TASK: Please set down the data again exactly, minus the pictures.
>>>
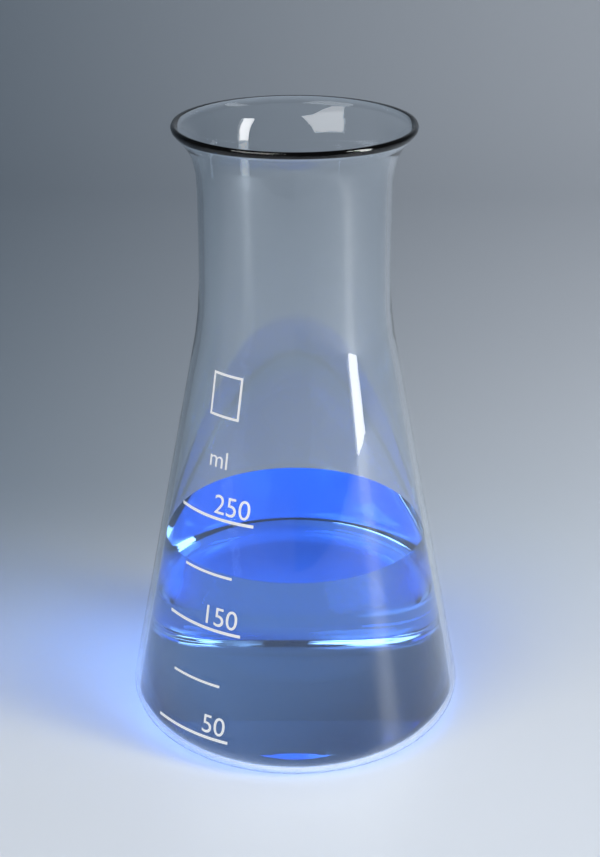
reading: 200 ml
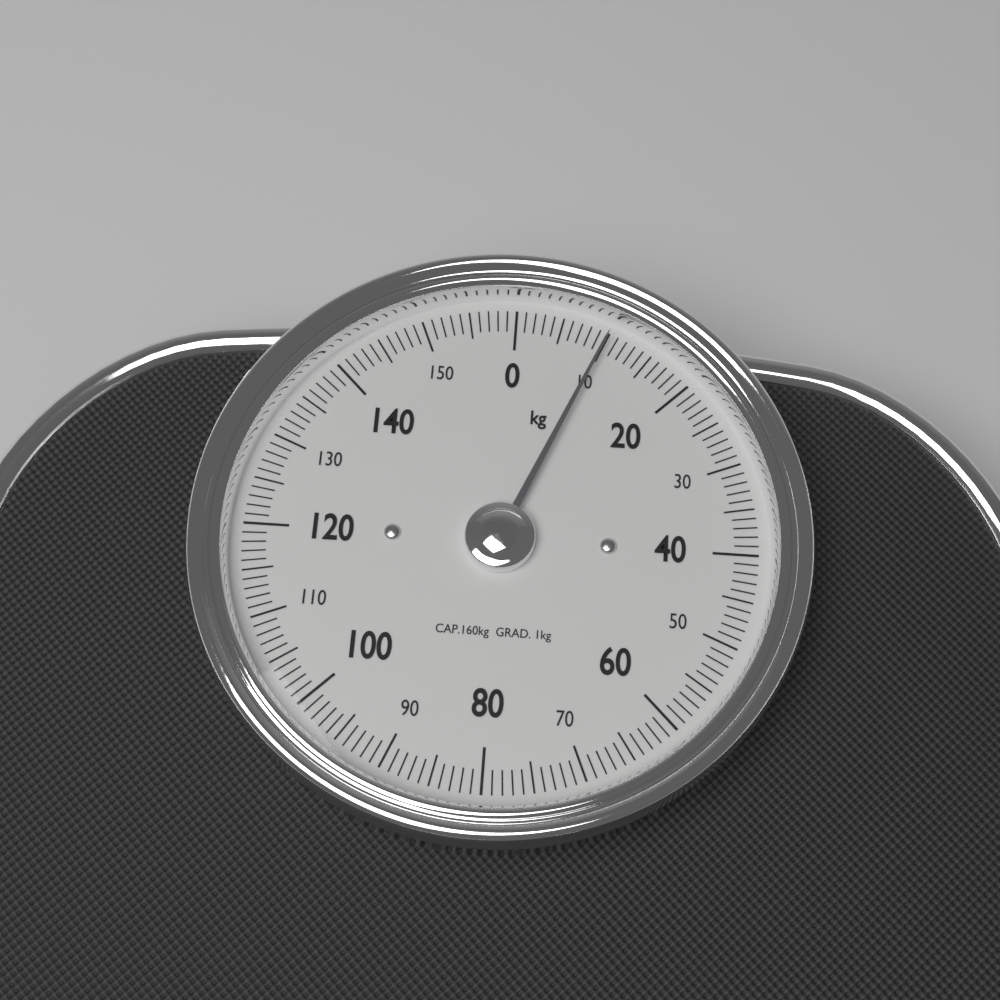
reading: 10 kg
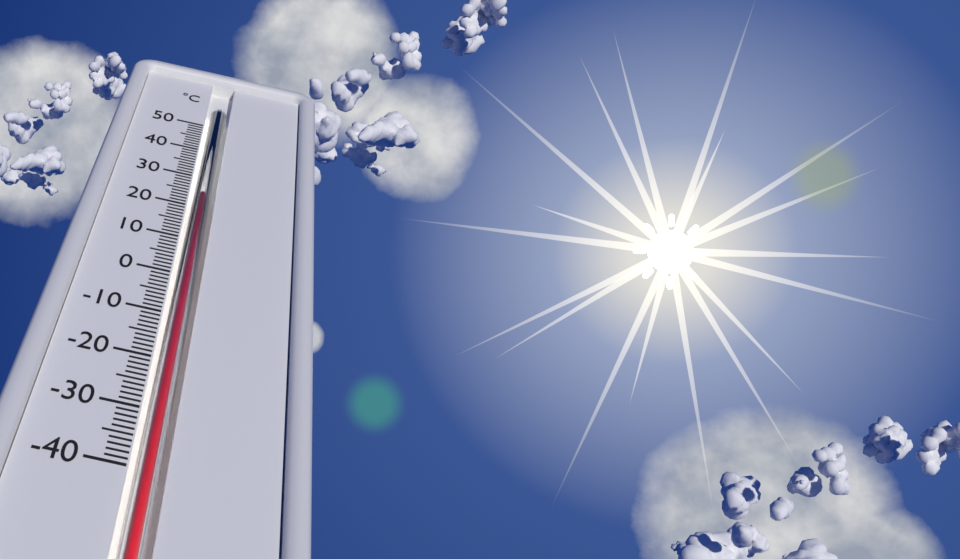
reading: 24 °C
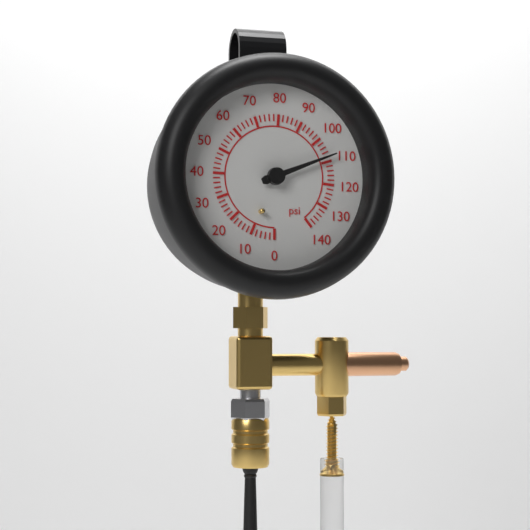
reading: 108 psi
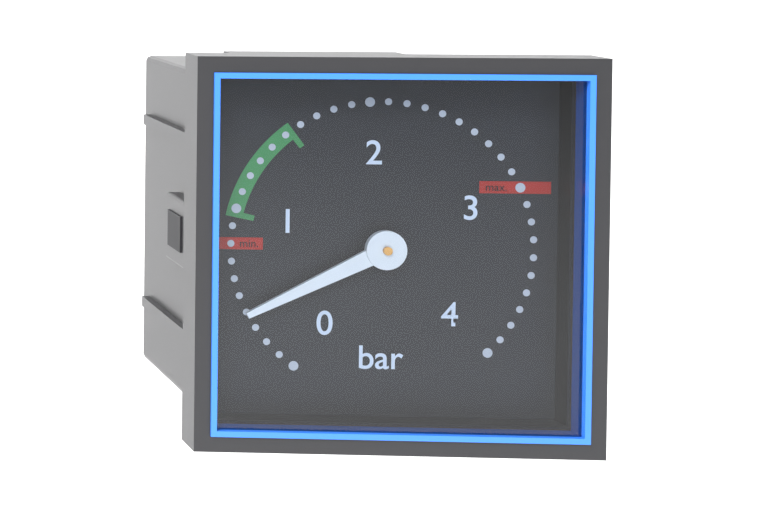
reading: 0.4 bar
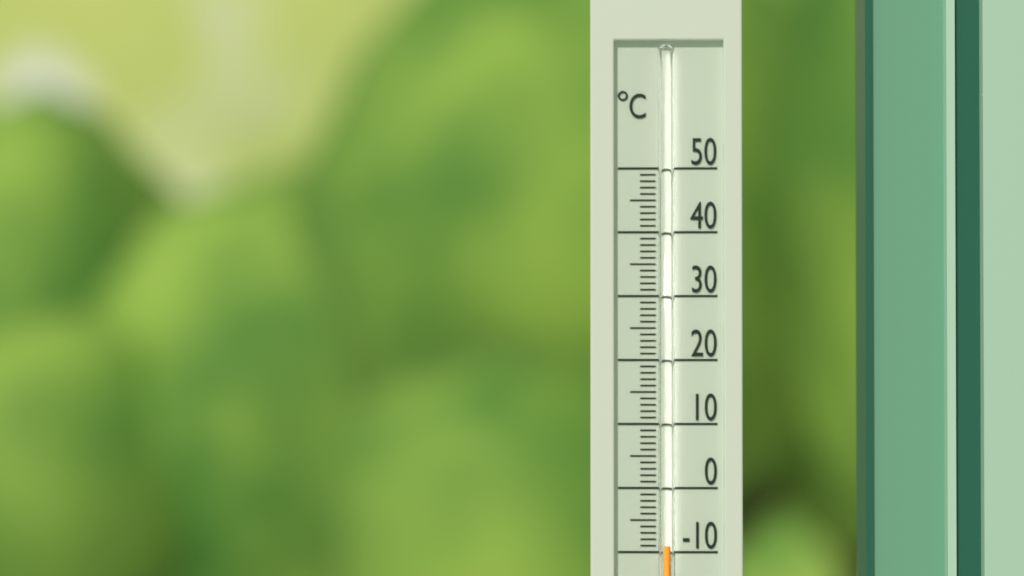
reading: -9 °C
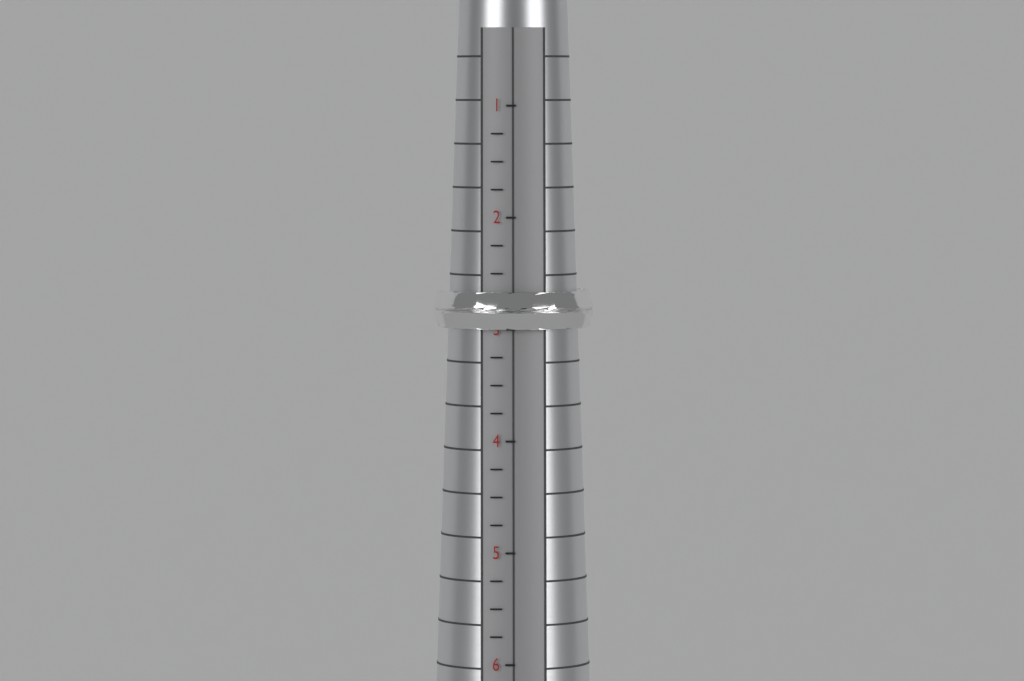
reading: 3.00 (no unit)
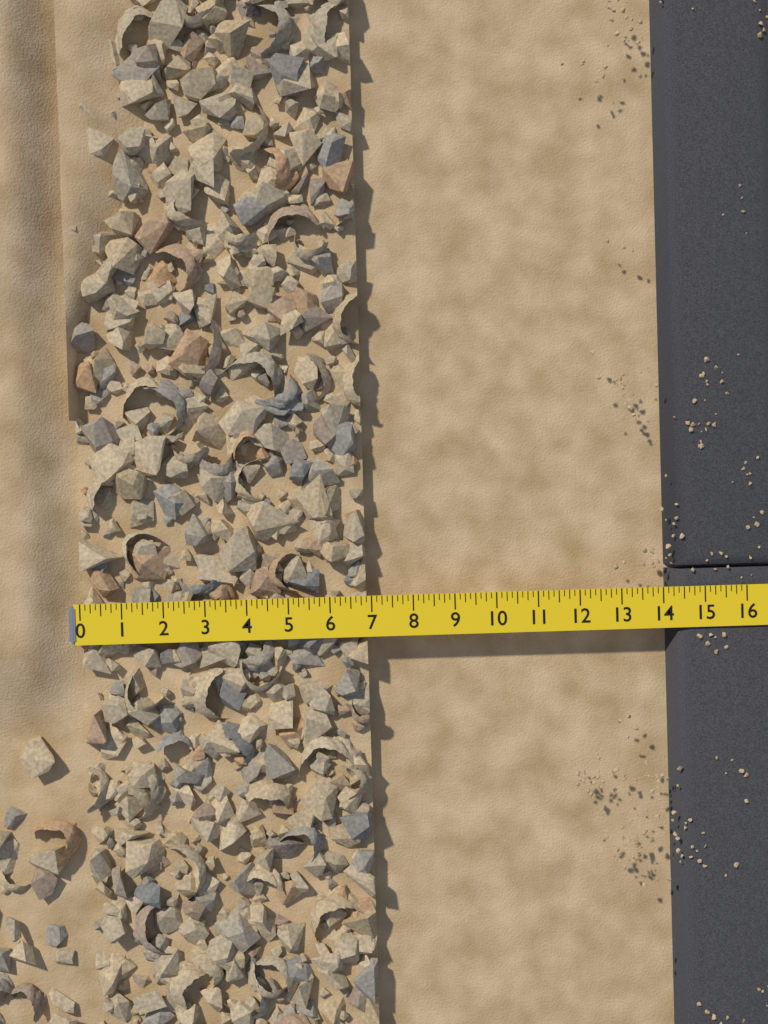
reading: 6.875 (no unit)
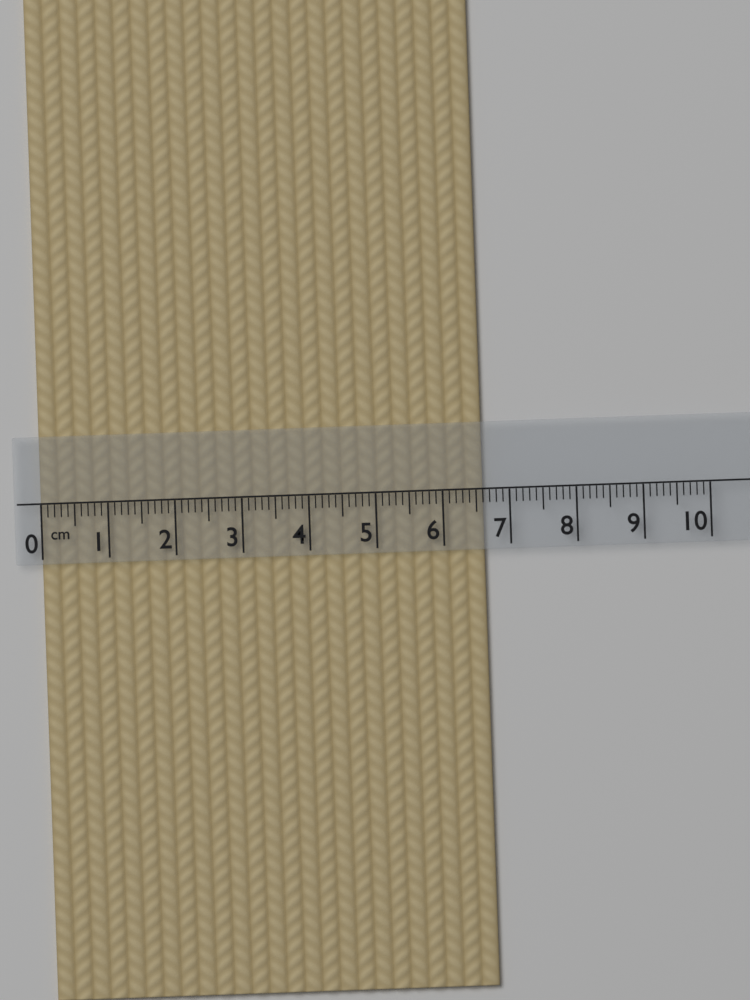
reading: 6.6 cm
<<<
TASK SOLUTION:
reading: 200 ml
reading: 10 kg
reading: 24 °C
reading: 108 psi
reading: 0.4 bar
reading: -9 °C
reading: 3.00 (no unit)
reading: 6.875 (no unit)
reading: 6.6 cm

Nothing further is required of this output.